India’s Urban Neighbourhoods: ‘The Spatial’ and ‘The Social’

Hans Schenk

This book – argue its editors, the historian Sadan Jha and the sociologists Dev Nath Pathak and Amiya Kumar Das – is about the unique characteristics of each and every urban neighbourhood, as these characteristics make possible the very act of living in cities – in this case, Indian cities. The editors announce the subsequent studies in this volume on specific urban neighbourhoods by stressing these unique qualities.

What do they mean? They intend to unpack social life in an urban area by looking at the component parts of neighbourhoods, which are of a broad societal and spatial nature, in a historical context. The relative power of these parts varies. On the one hand, the editors argue, they come together in an urban area to shape a social atmosphere that is quite distinct from the givenness of the dominance of caste, community ties, religion, and more in Indian society. Hence, there is scope for ‘the spatial’ component. On the other hand, the editors warn against an easy association of the concept of the neighbourhood with geographical, spatial terms. It sounds fair that neither the societal nor the spatial components should set the tone. The neighbourhood has then to be understood as a “coming together of the spatial and the social,” whereby the editors warn that “the social is itself fraught with pluralities, ambiguities, fluid practices and contested circuits of power” (p. 14).

In their introduction, Jha, Pathak, and Das present interesting views of the many ways of looking at the term neighbourhood, from focusing on ‘slums’ or other deprived areas to the basic granular unit in urban planning, as it was developed in the early decades of the 20th century. Their lengthy essay is often deep-going, and not seldomly written in an awe-inspiring baroque style. However, the questioned relationship between ‘the spatial’ and ‘the social’ is hardly a new one. Urban studies in the disciplinary traditions of social geography, anthropology, sociology, human ecology, and more have – in India and worldwide, for innumerable years – focused on the intriguing encounters of ‘the spatial’ and ‘the social’ in an urban setting. Kaiwan Mehta, writing about this “archeological-historical question,” summarizes the contours of the meeting places succinctly and nicely in his study of the Mumbai tenement neighbourhoods for mill workers (chawls): “how space is created and then how [it is] used.”[i]

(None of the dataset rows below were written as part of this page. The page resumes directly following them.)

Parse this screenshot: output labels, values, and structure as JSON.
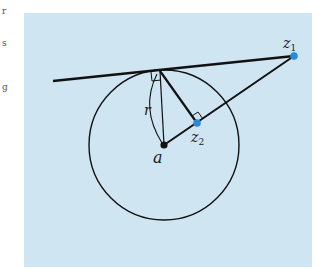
{
  "margin_fragments": [
    "r",
    "s",
    "g"
  ],
  "diagram": {
    "background_color": "#cfe5f2",
    "point_color": "#2a8ad8",
    "line_color": "#111111",
    "labels": {
      "z1": "z",
      "z1_sub": "1",
      "z2": "z",
      "z2_sub": "2",
      "center": "a",
      "radius": "r"
    }
  }
}
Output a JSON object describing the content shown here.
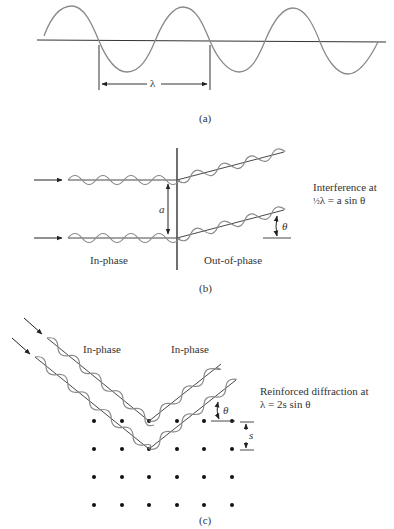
{
  "panels": {
    "a": {
      "caption": "(a)",
      "wavelength_label": "λ"
    },
    "b": {
      "caption": "(b)",
      "separation_label": "a",
      "angle_label": "θ",
      "left_region_label": "In-phase",
      "right_region_label": "Out-of-phase",
      "note_line1": "Interference at",
      "note_line2_frac": "½",
      "note_line2_rest": "λ = a sin θ"
    },
    "c": {
      "caption": "(c)",
      "incident_label": "In-phase",
      "reflected_label": "In-phase",
      "angle_label": "θ",
      "spacing_label": "s",
      "note_line1": "Reinforced diffraction at",
      "note_line2": "λ = 2s sin θ",
      "lattice": {
        "columns": [
          94,
          122,
          149,
          177,
          204,
          232
        ],
        "rows": [
          421,
          449,
          477,
          504
        ]
      }
    }
  },
  "colors": {
    "wave": "#8a8a8a",
    "line": "#222222",
    "dot": "#111111"
  }
}
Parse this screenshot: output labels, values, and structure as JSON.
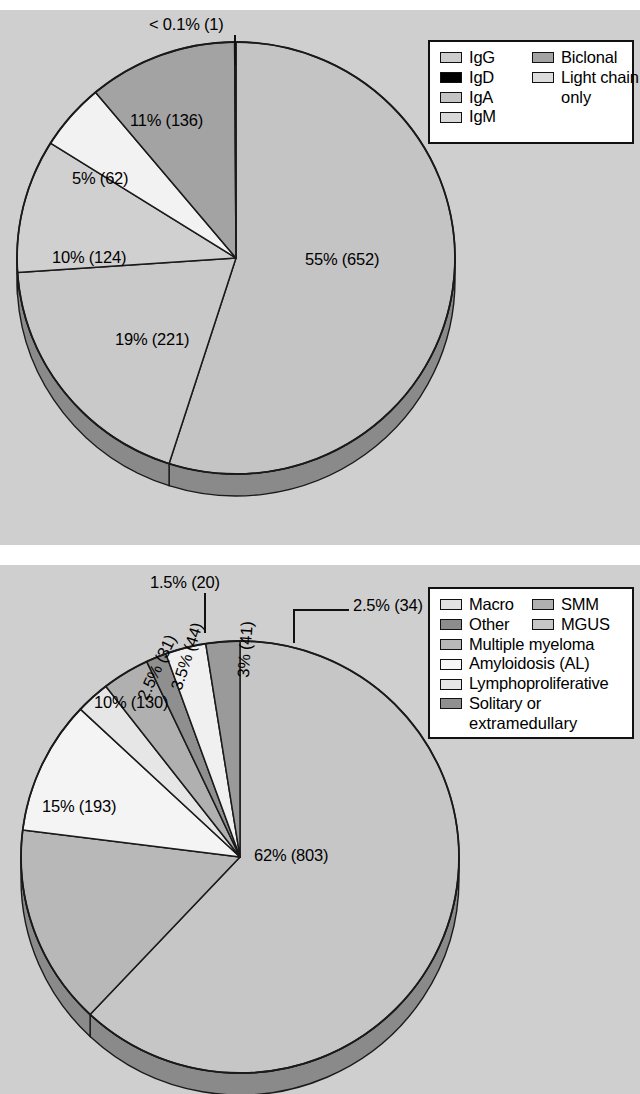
{
  "figure": {
    "background": "#cfcfcf",
    "panel_count": 2
  },
  "chart_data": [
    {
      "type": "pie",
      "title": "",
      "id": "monoclonal-protein-isotype",
      "total": 1196,
      "legend_position": "top-right",
      "categories": [
        "IgG",
        "IgA",
        "IgM",
        "Light chain only",
        "Biclonal",
        "IgD"
      ],
      "values": [
        652,
        221,
        124,
        62,
        136,
        1
      ],
      "percent_labels": [
        "55% (652)",
        "19% (221)",
        "10% (124)",
        "5% (62)",
        "11% (136)",
        "< 0.1% (1)"
      ],
      "percents": [
        55,
        19,
        10,
        5,
        11,
        0.1
      ],
      "colors": [
        "#c4c4c4",
        "#c9c9c9",
        "#d0d0d0",
        "#f2f2f2",
        "#a3a3a3",
        "#000000"
      ],
      "side_color": "#8a8a8a",
      "legend": {
        "rows": [
          [
            {
              "label": "IgG",
              "color": "#cdcdcd"
            },
            {
              "label": "Biclonal",
              "color": "#a3a3a3"
            }
          ],
          [
            {
              "label": "IgD",
              "color": "#000000"
            },
            {
              "label": "Light chain",
              "color": "#dcdcdc"
            }
          ],
          [
            {
              "label": "IgA",
              "color": "#c4c4c4"
            },
            {
              "label": "",
              "color": ""
            }
          ],
          [
            {
              "label": "IgM",
              "color": "#d8d8d8"
            },
            {
              "label": "",
              "color": ""
            }
          ]
        ],
        "continuation": "only"
      }
    },
    {
      "type": "pie",
      "title": "",
      "id": "monoclonal-gammopathy-diagnosis",
      "total": 1296,
      "legend_position": "top-right",
      "categories": [
        "MGUS",
        "Multiple myeloma",
        "Amyloidosis (AL)",
        "Lymphoproliferative",
        "SMM",
        "Solitary or extramedullary",
        "Macro",
        "Other"
      ],
      "values": [
        803,
        193,
        130,
        31,
        44,
        20,
        41,
        34
      ],
      "percent_labels": [
        "62% (803)",
        "15% (193)",
        "10% (130)",
        "2.5% (31)",
        "3.5% (44)",
        "1.5% (20)",
        "3% (41)",
        "2.5% (34)"
      ],
      "percents": [
        62,
        15,
        10,
        2.5,
        3.5,
        1.5,
        3,
        2.5
      ],
      "colors": [
        "#c6c6c6",
        "#b8b8b8",
        "#f4f4f4",
        "#e6e6e6",
        "#b0b0b0",
        "#8f8f8f",
        "#f0f0f0",
        "#9a9a9a"
      ],
      "side_color": "#8a8a8a",
      "legend": {
        "rows": [
          [
            {
              "label": "Macro",
              "color": "#e2e2e2"
            },
            {
              "label": "SMM",
              "color": "#b0b0b0"
            }
          ],
          [
            {
              "label": "Other",
              "color": "#8c8c8c"
            },
            {
              "label": "MGUS",
              "color": "#c6c6c6"
            }
          ],
          [
            {
              "label": "Multiple myeloma",
              "color": "#b8b8b8"
            }
          ],
          [
            {
              "label": "Amyloidosis (AL)",
              "color": "#f7f7f7"
            }
          ],
          [
            {
              "label": "Lymphoproliferative",
              "color": "#e6e6e6"
            }
          ],
          [
            {
              "label": "Solitary or",
              "color": "#8f8f8f"
            }
          ]
        ],
        "continuation": "extramedullary"
      }
    }
  ]
}
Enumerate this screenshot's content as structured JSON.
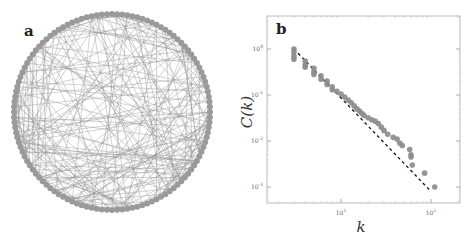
{
  "figure": {
    "panels": [
      {
        "label": "a",
        "type": "circular-network-graph",
        "node_color": "#9a9a9a",
        "edge_color": "#8c8c8c"
      },
      {
        "label": "b",
        "type": "log-log-scatter"
      }
    ]
  },
  "chart_data": [
    {
      "panel": "a",
      "type": "other",
      "description": "Circular layout network graph: nodes arranged on a circle with many chords (edges) connecting them",
      "title": "",
      "node_count_estimate": 120
    },
    {
      "panel": "b",
      "type": "scatter",
      "title": "",
      "xlabel": "k",
      "ylabel": "C(k)",
      "xscale": "log",
      "yscale": "log",
      "xlim": [
        2,
        200
      ],
      "ylim": [
        0.0004,
        5
      ],
      "x_tick_labels": [
        "10^1",
        "10^2"
      ],
      "x_ticks": [
        10,
        100
      ],
      "y_tick_labels": [
        "10^0",
        "10^-1",
        "10^-2",
        "10^-3"
      ],
      "y_ticks": [
        1,
        0.1,
        0.01,
        0.001
      ],
      "grid": false,
      "legend": null,
      "series": [
        {
          "name": "data",
          "style": "markers",
          "color": "#8a8a8a",
          "points": [
            [
              3,
              1.0
            ],
            [
              3,
              0.85
            ],
            [
              3,
              0.7
            ],
            [
              3,
              0.6
            ],
            [
              4,
              0.55
            ],
            [
              4,
              0.45
            ],
            [
              4,
              0.4
            ],
            [
              5,
              0.38
            ],
            [
              5,
              0.32
            ],
            [
              5,
              0.28
            ],
            [
              6,
              0.26
            ],
            [
              6,
              0.22
            ],
            [
              7,
              0.2
            ],
            [
              7,
              0.17
            ],
            [
              8,
              0.15
            ],
            [
              8,
              0.13
            ],
            [
              9,
              0.12
            ],
            [
              10,
              0.105
            ],
            [
              11,
              0.09
            ],
            [
              12,
              0.078
            ],
            [
              13,
              0.068
            ],
            [
              14,
              0.058
            ],
            [
              15,
              0.05
            ],
            [
              16,
              0.045
            ],
            [
              17,
              0.04
            ],
            [
              18,
              0.036
            ],
            [
              20,
              0.032
            ],
            [
              22,
              0.029
            ],
            [
              24,
              0.027
            ],
            [
              26,
              0.024
            ],
            [
              28,
              0.02
            ],
            [
              30,
              0.017
            ],
            [
              33,
              0.014
            ],
            [
              38,
              0.012
            ],
            [
              42,
              0.011
            ],
            [
              45,
              0.009
            ],
            [
              48,
              0.008
            ],
            [
              58,
              0.0065
            ],
            [
              60,
              0.005
            ],
            [
              60,
              0.0045
            ],
            [
              62,
              0.003
            ],
            [
              85,
              0.002
            ],
            [
              110,
              0.001
            ]
          ]
        },
        {
          "name": "power-law fit",
          "style": "dashed",
          "color": "#111111",
          "points": [
            [
              3,
              1.0
            ],
            [
              100,
              0.0008
            ]
          ]
        }
      ]
    }
  ]
}
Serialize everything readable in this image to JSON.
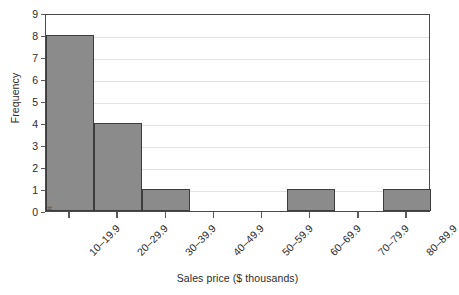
{
  "chart_data": {
    "type": "bar",
    "title": "",
    "subtitle": "",
    "xlabel": "Sales price ($ thousands)",
    "ylabel": "Frequency",
    "categories": [
      "10–19.9",
      "20–29.9",
      "30–39.9",
      "40–49.9",
      "50–59.9",
      "60–69.9",
      "70–79.9",
      "80–89.9"
    ],
    "values": [
      8,
      4,
      1,
      0,
      0,
      1,
      0,
      1
    ],
    "ylim": [
      0,
      9
    ],
    "y_ticks": [
      0,
      1,
      2,
      3,
      4,
      5,
      6,
      7,
      8,
      9
    ],
    "y_tick_labels": [
      "0",
      "1",
      "2",
      "3",
      "4",
      "5",
      "6",
      "7",
      "8",
      "9"
    ],
    "grid": true,
    "grid_axis": "y",
    "legend": false,
    "legend_position": "none",
    "bar_gap": 0,
    "annotations": [
      "#"
    ],
    "colors": {
      "bar_fill": "#8b8b8b",
      "bar_edge": "#3d3d3d",
      "frame": "#4a4a4a",
      "gridline": "#e2e2e2",
      "text": "#2b2b2b",
      "background": "#ffffff"
    }
  }
}
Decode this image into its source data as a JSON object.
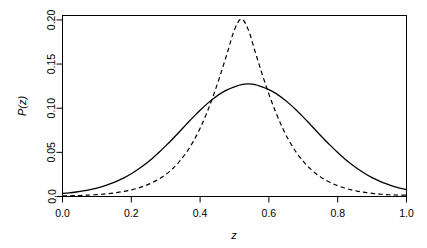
{
  "chart_data": {
    "type": "line",
    "title": "",
    "subtitle": "",
    "xlabel": "z",
    "ylabel": "P(z)",
    "xlim": [
      0.0,
      1.0
    ],
    "ylim": [
      0.0,
      0.205
    ],
    "grid": false,
    "legend": "none",
    "background": "#ffffff",
    "foreground": "#000000",
    "frame": "box",
    "xticks": [
      0.0,
      0.2,
      0.4,
      0.6,
      0.8,
      1.0
    ],
    "xtick_labels": [
      "0.0",
      "0.2",
      "0.4",
      "0.6",
      "0.8",
      "1.0"
    ],
    "yticks": [
      0.0,
      0.05,
      0.1,
      0.15,
      0.2
    ],
    "ytick_labels": [
      "0.0",
      "0.05",
      "0.10",
      "0.15",
      "0.20"
    ],
    "x": [
      0.0,
      0.02,
      0.04,
      0.06,
      0.08,
      0.1,
      0.12,
      0.14,
      0.16,
      0.18,
      0.2,
      0.22,
      0.24,
      0.26,
      0.28,
      0.3,
      0.32,
      0.34,
      0.36,
      0.38,
      0.4,
      0.42,
      0.44,
      0.46,
      0.48,
      0.5,
      0.52,
      0.54,
      0.56,
      0.58,
      0.6,
      0.62,
      0.64,
      0.66,
      0.68,
      0.7,
      0.72,
      0.74,
      0.76,
      0.78,
      0.8,
      0.82,
      0.84,
      0.86,
      0.88,
      0.9,
      0.92,
      0.94,
      0.96,
      0.98,
      1.0
    ],
    "series": [
      {
        "name": "solid-curve",
        "style": "solid",
        "color": "#000000",
        "peak_x": 0.51,
        "peak_y": 0.128,
        "values": [
          0.0034,
          0.0041,
          0.0051,
          0.0063,
          0.0078,
          0.0096,
          0.0118,
          0.0145,
          0.0177,
          0.0214,
          0.0258,
          0.0308,
          0.0365,
          0.0428,
          0.0498,
          0.0573,
          0.0652,
          0.0734,
          0.0817,
          0.0899,
          0.0977,
          0.1049,
          0.1113,
          0.1168,
          0.1211,
          0.1242,
          0.1268,
          0.1275,
          0.1268,
          0.1242,
          0.1211,
          0.1168,
          0.1113,
          0.1049,
          0.0977,
          0.0899,
          0.0817,
          0.0734,
          0.0652,
          0.0573,
          0.0498,
          0.0428,
          0.0365,
          0.0308,
          0.0258,
          0.0214,
          0.0177,
          0.0145,
          0.0118,
          0.0096,
          0.0078
        ]
      },
      {
        "name": "dashed-curve",
        "style": "dashed",
        "color": "#000000",
        "peak_x": 0.5,
        "peak_y": 0.201,
        "values": [
          0.0006,
          0.0008,
          0.001,
          0.0013,
          0.0017,
          0.0022,
          0.0028,
          0.0036,
          0.0046,
          0.0059,
          0.0075,
          0.0096,
          0.0122,
          0.0155,
          0.0197,
          0.0249,
          0.0315,
          0.0397,
          0.0498,
          0.0622,
          0.0773,
          0.0952,
          0.1159,
          0.1391,
          0.164,
          0.189,
          0.201,
          0.189,
          0.164,
          0.1391,
          0.1159,
          0.0952,
          0.0773,
          0.0622,
          0.0498,
          0.0397,
          0.0315,
          0.0249,
          0.0197,
          0.0155,
          0.0122,
          0.0096,
          0.0075,
          0.0059,
          0.0046,
          0.0036,
          0.0028,
          0.0022,
          0.0018,
          0.0016,
          0.0015
        ]
      }
    ],
    "annotations": []
  }
}
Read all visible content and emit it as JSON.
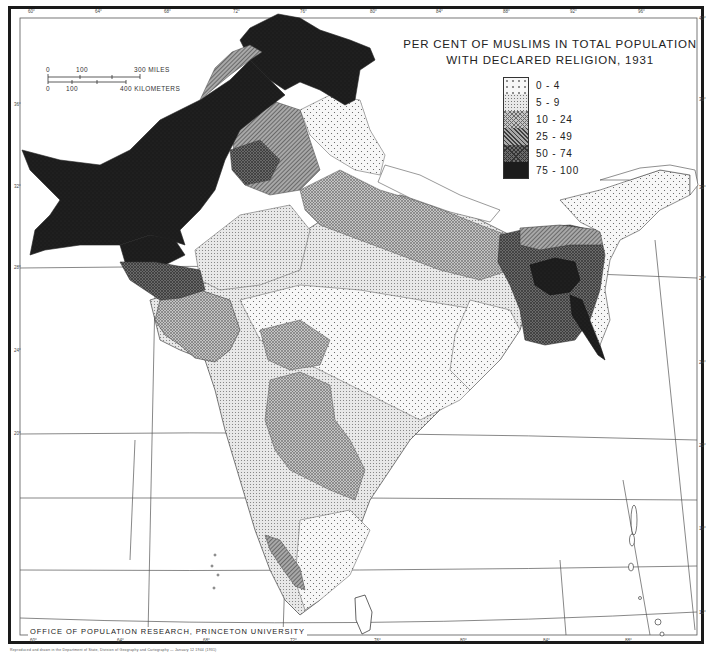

However, the essay serves also to introduce eleven case studies, displaying the creation and use of space, ‘the spatial’ and ‘the social,’ in real urban neighbourhoods in India. The book ends subsequently with a brief afterword by sociologist AbdoMaliq Simone. The editors write that the case studies have been carefully selected subjected to an intensive process of reviewing and editing. This sounds promising enough, though the proof of the pudding is in the eating.

 

India’s urban neighbourhoods: eleven case studies

The eleven case studies are organized in four parts. Part II consists of two studies dealing with the formation of Dalit – i.e., Scheduled Caste, Outcaste, untouchables, Harijan – neighbourhoods: (1) in Kanpur and several other North Indian cities by historian Vijay Kumar, and (2) in Delhi by historian Akanksha Kumar. Both authors are certainly aware of the enduring marginal positions of Dalits in Indian society, leading for example to exclusive Dalit neighbourhoods. But it is good to avoid any possible misunderstanding of the term ‘marginal,’ to remind the reader here of its meaning in Indian society. The perverted societal imperative of segregation between Dalits and caste Hindus imposed by the ongoing dominance of Brahmin-Hindu cultural/religious notions of purity has resulted in extremely unequal Apartheid segregation, whereby Dalits have been assigned leftover living sites. Access to, for example, public wells may not be there, they may not even walk on the shadow of caste Hindus. Thus, they are forced to show even a respectful virtual spatial distance in order to avoid the threat of pollution. Notably, though, Vijay Kumar also sees the Dalit neighbourhoods as sites of “protest against the idea of purity, caste, [and] domination” (p. 138).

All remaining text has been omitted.